If you want a community take, this thread on best SD card recovery software recommended by Reddit users is worth skimming.
One more thing people forget: if the files were deleted from inside the camera after new shots were taken, recovery odds can drop fast. So yeah, stop using the card ASAP. Kinda boring advice, but it’s the one that saves your butt most often.
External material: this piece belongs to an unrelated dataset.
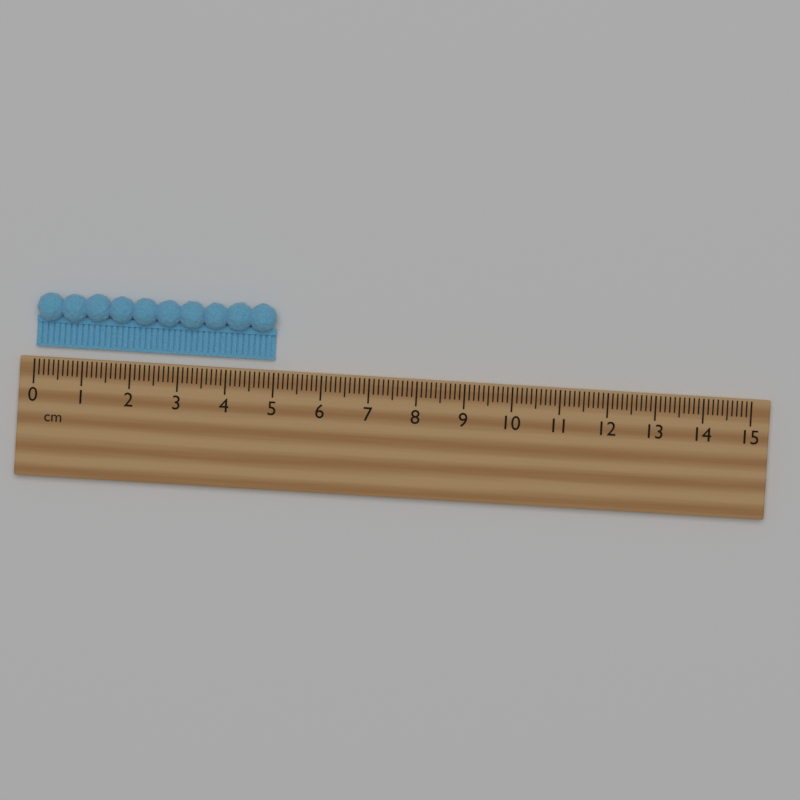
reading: 5.0 cm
Hot take: I would not start with PhotoRec unless the card is basically chaos. @sognonotturno, @codecrafter, and @mikeappsreviewer all pointed to solid options, but for most people the smartest first pass is still Disk Drill.
Why Disk Drill goes first
- easy previewing, which matters when you need to confirm the right photos/videos are still there
- handles common SD card formats well
- good at separating deleted files from current junk
- less intimidating than R-Studio or UFS Explorer
Disk Drill pros
- beginner-friendly
- scans SD cards, microSD, camera cards well
- useful previews before recovery
- can create a disk image if the card is unstable
- decent support for photo and video recovery in one app
Disk Drill cons
- free recovery is limited
- deep scans can take a while
- not the cheapest option
- on badly damaged cards, dedicated pro tools can still outperform it
My actual recommendation:
- Deleted files, card still readable: Disk Drill
- Card is corrupted / RAW / directory gone: PhotoRec or R-Studio after that
- Windows-only and mostly images: R-Photo is worth a look
- Card keeps disconnecting: stop testing software and image the card first
One thing I disagree with a bit: “best” is not only recovery rate. If a tool recovers 5,000 nameless fragments, that’s not always a win. Usability matters. That is why Disk Drill is usually the best SD card recovery software for normal users, even if a more technical tool might squeeze out a few extra files in edge cases.